CANTERBURY God and his angels guard your sacred throne

 And make you long become it!

KING HENRY V Sure, we thank you.

 My learned lord, we pray you to proceed

(10) And justly and religiously unfold

 Why the law Salique that they have in France

 Or should, or should not, bar us in our claim:

 And God forbid, my dear and faithful lord,

 That you should fashion, wrest, or bow your reading,

 Or nicely charge your understanding soul

 With opening titles miscreate, whose right

 Suits not in native colours with the truth;

 For God doth know how many now in health

 Shall drop their blood in approbation

(20) Of what your reverence shall incite us to.

 Therefore take heed how you impawn our person,

 How you awake our sleeping sword of war:

 We charge you, in the name of God, take heed;

 For never two such kingdoms did contend

 Without much fall of blood; whose guiltless drops

 Are every one a woe, a sore complaint

 'Gainst him whose wrong gives edge unto the swords

 That make such waste in brief mortality.

 Under this conjuration, speak, my lord;

(30) For we will hear, note and believe in heart

 That what you speak is in your conscience wash'd

 As pure as sin with baptism.

CANTERBURY Then hear me, gracious sovereign, and you peers,

 That owe yourselves, your lives and services

 To this imperial throne. There is no bar

 To make against your highness' claim to France

 But this, which they produce from Pharamond,

 'In terram Salicam mulieres ne succedant:'

 'No woman shall succeed in Salique land:'

(40) Which Salique land the French unjustly gloze

 To be the realm of France, and Pharamond

 The founder of this law and female bar.

 Yet their own authors faithfully affirm

 That the land Salique is in Germany,

 Between the floods of Sala and of Elbe;

 Where Charles the Great, having subdued the Saxons,

 There left behind and settled certain French;

 Who, holding in disdain the German women

 For some dishonest manners of their life,

(50) Establish'd then this law; to wit, no female

 Should be inheritrix in Salique land:

 Which Salique, as I said, 'twixt Elbe and Sala,

 Is at this day in Germany call'd Meisen.

 Then doth it well appear that Salique law

 Was not devised for the realm of France:

 Nor did the French possess the Salique land

 Until four hundred one and twenty years

 After defunction of King Pharamond,

 Idly supposed the founder of this law;

(60) Who died within the year of our redemption

 Four hundred twenty-six; and Charles the Great

 Subdued the Saxons, and did seat the French

 Beyond the river Sala, in the year

 Eight hundred five.
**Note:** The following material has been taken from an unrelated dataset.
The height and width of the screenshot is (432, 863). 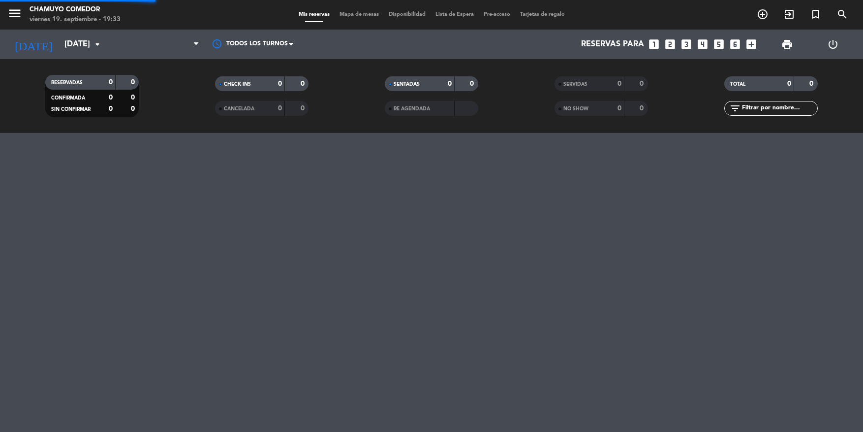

Besides, their writers say,

 King Pepin, which deposed Childeric,

 Did, as heir general, being descended

 Of Blithild, which was daughter to King Clothair,

 Make claim and title to the crown of France.

 Hugh Capet also, who usurped the crown

(70) Of Charles the duke of Lorraine, sole heir male

 Of the true line and stock of Charles the Great,

 To find his title with some shows of truth,

 'Through, in pure truth, it was corrupt and naught,

 Convey'd himself as heir to the Lady Lingare,

 Daughter to Charlemain, who was the son

 To Lewis the emperor, and Lewis the son

 Of Charles the Great. Also King Lewis the Tenth,

 Who was sole heir to the usurper Capet,

 Could not keep quiet in his conscience,

(80) Wearing the crown of France, till satisfied

 That fair Queen Isabel, his grandmother,

 Was lineal of the Lady Ermengare,

 Daughter to Charles the foresaid duke of Lorraine:

 By the which marriage the line of Charles the Great

 Was re-united to the crown of France.

 So that, as clear as is the summer's sun.

 King Pepin's title and Hugh Capet's claim,

 King Lewis his satisfaction, all appear

 To hold in right and title of the female:

(90) So do the kings of France unto this day;

 Howbeit they would hold up this Salique law

 To bar your highness claiming from the female,

 And rather choose to hide them in a net

 Than amply to imbar their crooked titles

 Usurp'd from you and your progenitors.

KING HENRY V May I with right and conscience make this claim?

CANTERBURY The sin upon my head, dread sovereign!

 For in the book of Numbers is it writ,

 When the man dies, let the inheritance

(100) Descend unto the daughter. Gracious lord,

 Stand for your own; unwind your bloody flag;

 Look back into your mighty ancestors:

 Go, my dread lord, to your great-grandsire's tomb,

 From whom you claim; invoke his warlike spirit,

 And your great-uncle's, Edward the Black Prince,

 Who on the French ground play'd a tragedy,

 Making defeat on the full power of France,

 Whiles his most mighty father on a hill

 Stood smiling to behold his lion's whelp

(110) Forage in blood of French nobility.

 O noble English. that could entertain

 With half their forces the full Pride of France

 And let another half stand laughing by,

 All out of work and cold for action!

ELY Awake remembrance of these valiant dead

 And with your puissant arm renew their feats:

 You are their heir; you sit upon their throne;

 The blood and courage that renowned them

 Runs in your veins; and my thrice-puissant liege

(120) Is in the very May-morn of his youth,

 Ripe for exploits and mighty enterprises.

EXETER Your brother kings and monarchs of the earth

 Do all expect that you should rouse yourself,

 As did the former lions of your blood.

WESTMORELAND They know your grace hath cause and means and might;

 So hath your highness; never king of England

 Had nobles richer and more loyal subjects,

 Whose hearts have left their bodies here in England

 And lie pavilion'd in the fields of France.

(130) CANTERBURY O, let their bodies follow, my dear liege,

 With blood and sword and fire to win your right;

 In aid whereof we of the spiritualty

 Will raise your highness such a mighty sum

 As never did the clergy at one time

 Bring in to any of your ancestors.

KING HENRY V We must not only arm to invade the French,

 But lay down our proportions to defend

 Against the Scot, who will make road upon us

 With all advantages.

(140) CANTERBURY They of those marches, gracious sovereign,

 Shall be a wall sufficient to defend

 Our inland from the pilfering borderers.

KING HENRY V We do not mean the coursing snatchers only,

 But fear the main intendment of the Scot,

 Who hath been still a giddy neighbour to us;

 For you shall read that my great-grandfather

 Never went with his forces into France

 But that the Scot on his unfurnish'd kingdom

 Came pouring, like the tide into a breach,

(150) With ample and brim fulness of his force,

 Galling the gleaned land with hot assays,

 Girding with grievous siege castles and towns;

 That England, being empty of defence,

 Hath shook and trembled at the ill neighbourhood.

CANTERBURY She hath been then more fear'd than harm'd, my liege;

 For hear her but exampled by herself:

 When all her chivalry hath been in France

 And she a mourning widow of her nobles,

 She hath herself not only well defended

(160) But taken and impounded as a stray

 The King of Scots; whom she did send to France,

 To fill King Edward's fame with prisoner kings

 And make her chronicle as rich with praise

 As is the ooze and bottom of the sea

 With sunken wreck and sunless treasuries.